Did you know that St. John has a month long cultural festival every year celebrating freedom and independence? The festival begins in June with a Panorama; an event featuring local Steel Pan bands playing current hits and old favorites on steel drums. This lineup includes the talented youth on island, St. John's premier steel pan band; The Love City Pan Dragons. Mid-June the celebration continues with a mini “village” of brightly decorated food booths where vendors sell local culinary dishes. The booths are centered around a stage where leading Caribbean soca musicians come from far and wide to lead the dance party till the wee hours of the morning. There is also local talent featured such as Cool Session Brass, R. City and Ah We Band.
This year will be the 171st anniversary marking the official end of slavery in the Virgin Islands, called Emancipation Day and celebrated July 3rd during a program with cultural scholars and activities dedicated to the remembrance of freedom and history of the VI. Also, on this day there is a food fair where local bakers and chefs sell treats and Caribbean dishes.
June 16th there is a Queen competition for best fashion, talent and presentation where young women try out for the title and win prizes. The coronation of Festival Queen happens on the evening of July 3rd. J'ouvert starts at dawn on July 4th and is usually kicked off with a scratch band, utilizing handmade instruments from calabash and gourds. J'ouvert is traditionally “dirty mas” for revelers to dance through the streets following local bands blasting soca and calypso music. Water guns and hoses are sometimes used to rile up the crowds and keep things cooled down. “J'ouvert values the transgressive dirt, while Pretty Mas celebrates the transcendent glitter.” [12]
Later in the day the annual parade begins with bands, floats and troupes wearing costumes of feathers and sequins and trendy designs while others “masquerade” and dress in traditional regalia to represent different folklore and deities. Another tradition are the appearance of moko jumbies (moko=healer, jumby=spirit), talented dancers on stilts wearing masks and in costume. The end of the festival is marked by fireworks the night of Independence Day (July 4th). J'ouvert began in Trinidad during slavery in conjunction with the beginning of carnival by Africans who were banned from the French masquerade balls, so they held dances where they dressed up and sometimes got to “mock” their oppressors and used this time to pass down stories through dance, music and costume from their original African cultures. The tradition of J'ouvert and Carnival has spread throughout the Caribbean and happens yearly at different times all over the world, wherever large groups of people of African descent and Caribbean people live.
Source: https://en.m.wikipedia.org/wiki/J%27ouvert
Book your last minute trip and don't miss the festivities this year!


* Assigned task
Please give the records below again in full, exactly, with the images left out.

* Data listing
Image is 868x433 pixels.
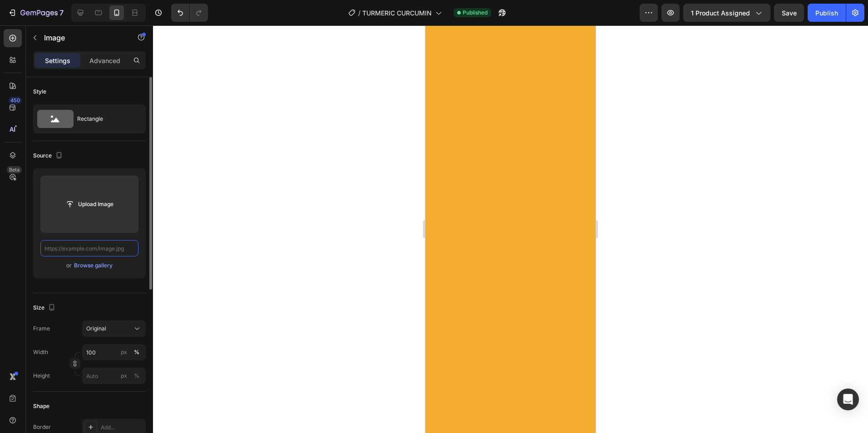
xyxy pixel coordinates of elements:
[82,321,146,336] button: Original
[782,9,797,17] span: Save
[808,4,846,22] button: Publish
[774,4,804,22] button: Save
[119,370,129,382] button: %
[359,8,360,18] span: /
[66,260,72,271] span: or
[171,4,208,22] div: Undo/Redo
[691,8,750,18] span: 1 product assigned
[77,109,133,129] div: Rectangle
[684,4,771,22] button: 1 product assigned
[44,32,121,43] p: Image
[425,26,596,433] iframe: Design area
[45,56,70,66] p: Settings
[120,372,128,380] div: px
[120,348,128,357] div: px
[463,9,488,17] span: Published
[86,325,106,333] span: Original
[33,325,50,333] label: Frame
[33,150,65,162] div: Source
[74,261,112,270] div: Browse gallery
[838,389,859,411] div: Open Intercom Messenger
[131,370,142,382] button: px
[41,240,138,257] input: https://example.com/image.jpg
[74,261,113,270] button: Browse gallery
[33,372,50,380] label: Height
[33,302,58,314] div: Size
[134,372,139,380] div: %
[7,166,22,174] div: Beta
[33,402,50,411] div: Shape
[9,97,22,104] div: 450
[82,367,146,384] input: px%
[89,56,120,66] p: Advanced
[33,348,48,357] label: Width
[4,4,67,22] button: 7
[362,8,432,18] span: TURMERIC CURCUMIN
[816,8,839,18] div: Publish
[59,7,64,19] p: 7
[33,88,46,96] div: Style
[82,344,146,360] input: px%
[119,347,129,358] button: %
[134,348,139,357] div: %
[33,423,50,431] div: Border
[58,197,121,213] button: Upload Image
[131,347,142,358] button: px
[101,423,143,432] div: Add...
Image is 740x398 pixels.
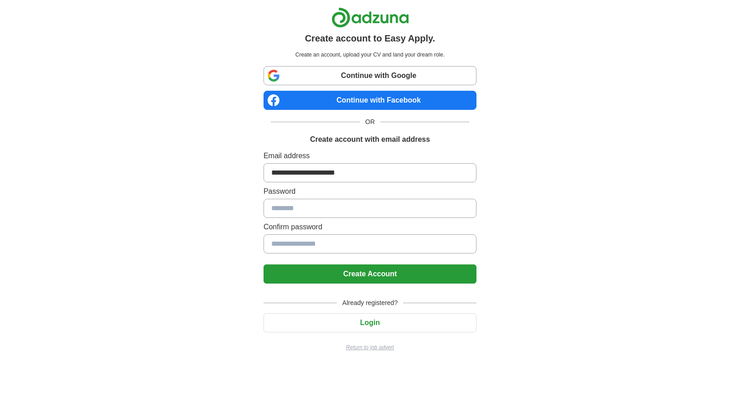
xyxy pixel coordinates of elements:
p: Create an account, upload your CV and land your dream role. [265,51,475,59]
a: Continue with Google [264,66,477,85]
button: Login [264,313,477,332]
a: Login [264,319,477,327]
span: Already registered? [337,298,403,308]
h1: Create account to Easy Apply. [305,31,436,45]
a: Return to job advert [264,343,477,352]
label: Password [264,186,477,197]
button: Create Account [264,265,477,284]
a: Continue with Facebook [264,91,477,110]
label: Email address [264,150,477,161]
span: OR [360,117,380,127]
label: Confirm password [264,222,477,233]
h1: Create account with email address [310,134,430,145]
img: Adzuna logo [332,7,409,28]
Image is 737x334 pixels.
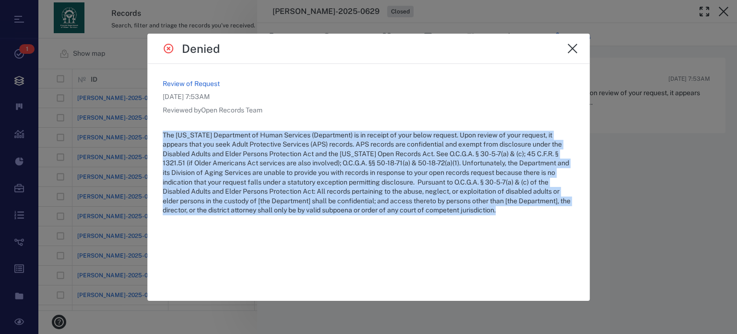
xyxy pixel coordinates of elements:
p: Reviewed by Open Records Team [163,106,575,115]
h4: Denied [182,41,220,56]
span: Pursuant to O.C.G.A. § 30-5-7(a) & (c) of the Disabled Adults and Elder Persons Protection Act: A... [163,178,571,214]
a: Review of Request [163,80,220,87]
p: [DATE] 7:53AM [163,92,575,102]
span: Help [22,7,41,15]
p: The [US_STATE] Department of Human Services (Department) is in receipt of your below request. Upo... [163,131,575,215]
button: close [563,39,582,58]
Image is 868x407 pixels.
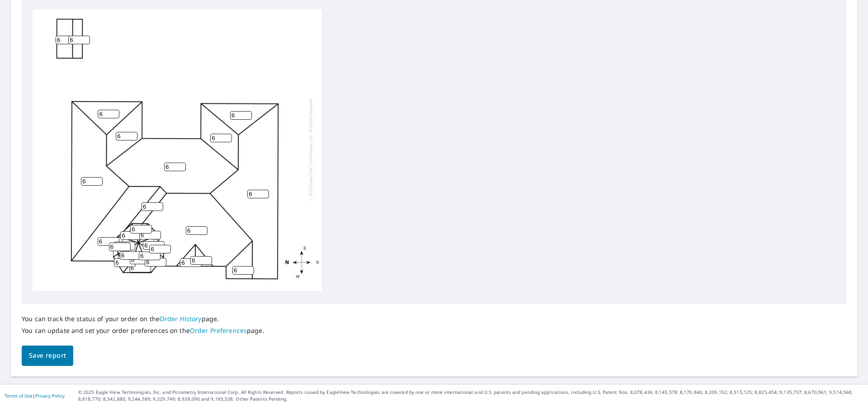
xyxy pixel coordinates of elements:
p: | [5,393,65,399]
button: Save report [21,346,73,366]
a: Order History [160,314,202,323]
a: Privacy Policy [35,392,65,399]
span: Save report [29,350,66,361]
a: Terms of Use [5,392,33,399]
p: You can update and set your order preferences on the page. [21,327,265,335]
p: You can track the status of your order on the page. [21,315,265,323]
p: © 2025 Eagle View Technologies, Inc. and Pictometry International Corp. All Rights Reserved. Repo... [78,389,864,403]
a: Order Preferences [190,326,247,335]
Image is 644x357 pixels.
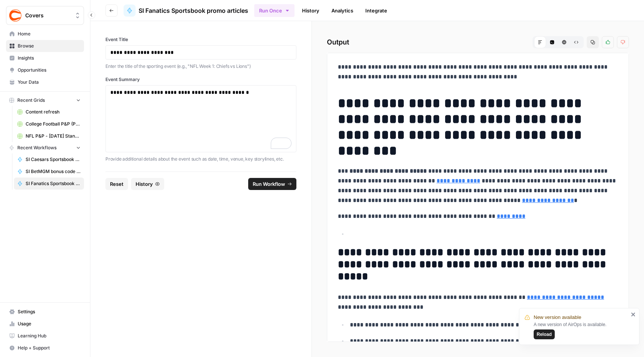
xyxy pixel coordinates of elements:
[26,108,80,115] span: Content refresh
[131,178,164,190] button: History
[110,180,124,188] span: Reset
[6,28,84,40] a: Home
[26,180,80,187] span: SI Fanatics Sportsbook promo articles
[6,52,84,64] a: Insights
[533,313,581,321] span: New version available
[26,121,80,127] span: College Football P&P (Production) Grid (1)
[26,133,80,140] span: NFL P&P - [DATE] Standard (Production) Grid
[9,9,23,23] img: Covers Logo
[18,79,80,86] span: Your Data
[6,76,84,88] a: Your Data
[6,306,84,318] a: Settings
[25,12,71,19] span: Covers
[105,62,296,70] p: Enter the title of the sporting event (e.g., "NFL Week 1: Chiefs vs Lions")
[139,6,248,15] span: SI Fanatics Sportsbook promo articles
[18,30,80,37] span: Home
[105,178,128,190] button: Reset
[327,36,628,48] h2: Output
[297,5,324,16] a: History
[18,43,80,49] span: Browse
[6,64,84,76] a: Opportunities
[18,320,80,327] span: Usage
[254,4,294,17] button: Run Once
[248,178,296,190] button: Run Workflow
[6,330,84,342] a: Learning Hub
[631,311,636,317] button: close
[327,5,357,16] a: Analytics
[533,321,628,339] div: A new version of AirOps is available.
[6,6,84,25] button: Workspace: Covers
[6,40,84,52] a: Browse
[124,5,248,16] a: SI Fanatics Sportsbook promo articles
[14,154,84,165] a: SI Caesars Sportsbook promo code articles
[17,144,57,151] span: Recent Workflows
[111,89,291,149] div: To enrich screen reader interactions, please activate Accessibility in Grammarly extension settings
[105,155,296,163] p: Provide additional details about the event such as date, time, venue, key storylines, etc.
[14,118,84,130] a: College Football P&P (Production) Grid (1)
[105,36,296,43] label: Event Title
[17,97,45,104] span: Recent Grids
[18,332,80,339] span: Learning Hub
[361,5,392,16] a: Integrate
[6,142,84,154] button: Recent Workflows
[537,330,551,338] span: Reload
[135,180,153,188] span: History
[14,165,84,178] a: SI BetMGM bonus code articles
[105,76,296,83] label: Event Summary
[26,168,80,175] span: SI BetMGM bonus code articles
[252,180,285,188] span: Run Workflow
[14,178,84,189] a: SI Fanatics Sportsbook promo articles
[18,345,80,352] span: Help + Support
[6,94,84,106] button: Recent Grids
[6,318,84,330] a: Usage
[26,156,80,163] span: SI Caesars Sportsbook promo code articles
[14,106,84,118] a: Content refresh
[533,330,554,339] button: Reload
[6,342,84,354] button: Help + Support
[14,130,84,142] a: NFL P&P - [DATE] Standard (Production) Grid
[18,308,80,315] span: Settings
[18,67,80,73] span: Opportunities
[18,55,80,62] span: Insights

* Exercise result
Image is 868x433 pixels.
xyxy pixel coordinates of elements:
[82,321,146,336] button: Original
[782,9,797,17] span: Save
[808,4,846,22] button: Publish
[774,4,804,22] button: Save
[119,370,129,382] button: %
[359,8,360,18] span: /
[66,260,72,271] span: or
[171,4,208,22] div: Undo/Redo
[691,8,750,18] span: 1 product assigned
[77,109,133,129] div: Rectangle
[684,4,771,22] button: 1 product assigned
[44,32,121,43] p: Image
[425,26,596,433] iframe: Design area
[45,56,70,66] p: Settings
[120,372,128,380] div: px
[120,348,128,357] div: px
[463,9,488,17] span: Published
[86,325,106,333] span: Original
[33,325,50,333] label: Frame
[33,150,65,162] div: Source
[74,261,112,270] div: Browse gallery
[838,389,859,411] div: Open Intercom Messenger
[131,370,142,382] button: px
[41,240,138,257] input: https://example.com/image.jpg
[74,261,113,270] button: Browse gallery
[33,372,50,380] label: Height
[33,302,58,314] div: Size
[134,372,139,380] div: %
[7,166,22,174] div: Beta
[33,402,50,411] div: Shape
[9,97,22,104] div: 450
[82,367,146,384] input: px%
[89,56,120,66] p: Advanced
[33,348,48,357] label: Width
[4,4,67,22] button: 7
[362,8,432,18] span: TURMERIC CURCUMIN
[816,8,839,18] div: Publish
[59,7,64,19] p: 7
[33,88,46,96] div: Style
[82,344,146,360] input: px%
[119,347,129,358] button: %
[134,348,139,357] div: %
[33,423,50,431] div: Border
[58,197,121,213] button: Upload Image
[131,347,142,358] button: px
[101,423,143,432] div: Add...
Image is 740x398 pixels.
xyxy pixel coordinates of elements:
p: Create an account, upload your CV and land your dream role. [265,51,475,59]
a: Continue with Google [264,66,477,85]
button: Login [264,313,477,332]
a: Login [264,319,477,327]
span: Already registered? [337,298,403,308]
h1: Create account to Easy Apply. [305,31,436,45]
a: Return to job advert [264,343,477,352]
label: Password [264,186,477,197]
button: Create Account [264,265,477,284]
a: Continue with Facebook [264,91,477,110]
label: Email address [264,150,477,161]
span: OR [360,117,380,127]
label: Confirm password [264,222,477,233]
h1: Create account with email address [310,134,430,145]
img: Adzuna logo [332,7,409,28]
Image is 737x334 pixels.
xyxy pixel coordinates of elements:
p: Reviewed by Open Records Team [163,106,575,115]
h4: Denied [182,41,220,56]
span: Pursuant to O.C.G.A. § 30-5-7(a) & (c) of the Disabled Adults and Elder Persons Protection Act: A... [163,178,571,214]
a: Review of Request [163,80,220,87]
p: [DATE] 7:53AM [163,92,575,102]
span: Help [22,7,41,15]
p: The [US_STATE] Department of Human Services (Department) is in receipt of your below request. Upo... [163,131,575,215]
button: close [563,39,582,58]
Image is 868x407 pixels.
xyxy pixel coordinates of elements:
p: | [5,393,65,399]
button: Save report [21,346,73,366]
a: Order History [160,314,202,323]
a: Privacy Policy [35,392,65,399]
span: Save report [29,350,66,361]
a: Terms of Use [5,392,33,399]
p: You can update and set your order preferences on the page. [21,327,265,335]
p: You can track the status of your order on the page. [21,315,265,323]
p: © 2025 Eagle View Technologies, Inc. and Pictometry International Corp. All Rights Reserved. Repo... [78,389,864,403]
a: Order Preferences [190,326,247,335]
Image is 644x357 pixels.
xyxy pixel coordinates of elements:
[26,108,80,115] span: Content refresh
[131,178,164,190] button: History
[110,180,124,188] span: Reset
[6,28,84,40] a: Home
[26,180,80,187] span: SI Fanatics Sportsbook promo articles
[6,52,84,64] a: Insights
[533,313,581,321] span: New version available
[26,121,80,127] span: College Football P&P (Production) Grid (1)
[26,133,80,140] span: NFL P&P - [DATE] Standard (Production) Grid
[9,9,23,23] img: Covers Logo
[18,79,80,86] span: Your Data
[6,76,84,88] a: Your Data
[6,306,84,318] a: Settings
[25,12,71,19] span: Covers
[105,62,296,70] p: Enter the title of the sporting event (e.g., "NFL Week 1: Chiefs vs Lions")
[139,6,248,15] span: SI Fanatics Sportsbook promo articles
[18,30,80,37] span: Home
[105,178,128,190] button: Reset
[327,36,628,48] h2: Output
[297,5,324,16] a: History
[18,43,80,49] span: Browse
[6,64,84,76] a: Opportunities
[18,320,80,327] span: Usage
[254,4,294,17] button: Run Once
[248,178,296,190] button: Run Workflow
[6,330,84,342] a: Learning Hub
[631,311,636,317] button: close
[327,5,357,16] a: Analytics
[533,321,628,339] div: A new version of AirOps is available.
[6,6,84,25] button: Workspace: Covers
[6,40,84,52] a: Browse
[124,5,248,16] a: SI Fanatics Sportsbook promo articles
[14,154,84,165] a: SI Caesars Sportsbook promo code articles
[17,144,57,151] span: Recent Workflows
[111,89,291,149] div: To enrich screen reader interactions, please activate Accessibility in Grammarly extension settings
[105,155,296,163] p: Provide additional details about the event such as date, time, venue, key storylines, etc.
[14,118,84,130] a: College Football P&P (Production) Grid (1)
[105,36,296,43] label: Event Title
[17,97,45,104] span: Recent Grids
[18,332,80,339] span: Learning Hub
[361,5,392,16] a: Integrate
[6,142,84,154] button: Recent Workflows
[537,330,551,338] span: Reload
[135,180,153,188] span: History
[14,165,84,178] a: SI BetMGM bonus code articles
[105,76,296,83] label: Event Summary
[26,168,80,175] span: SI BetMGM bonus code articles
[252,180,285,188] span: Run Workflow
[14,178,84,189] a: SI Fanatics Sportsbook promo articles
[18,345,80,352] span: Help + Support
[6,94,84,106] button: Recent Grids
[6,318,84,330] a: Usage
[26,156,80,163] span: SI Caesars Sportsbook promo code articles
[14,106,84,118] a: Content refresh
[533,330,554,339] button: Reload
[6,342,84,354] button: Help + Support
[14,130,84,142] a: NFL P&P - [DATE] Standard (Production) Grid
[18,308,80,315] span: Settings
[18,67,80,73] span: Opportunities
[18,55,80,62] span: Insights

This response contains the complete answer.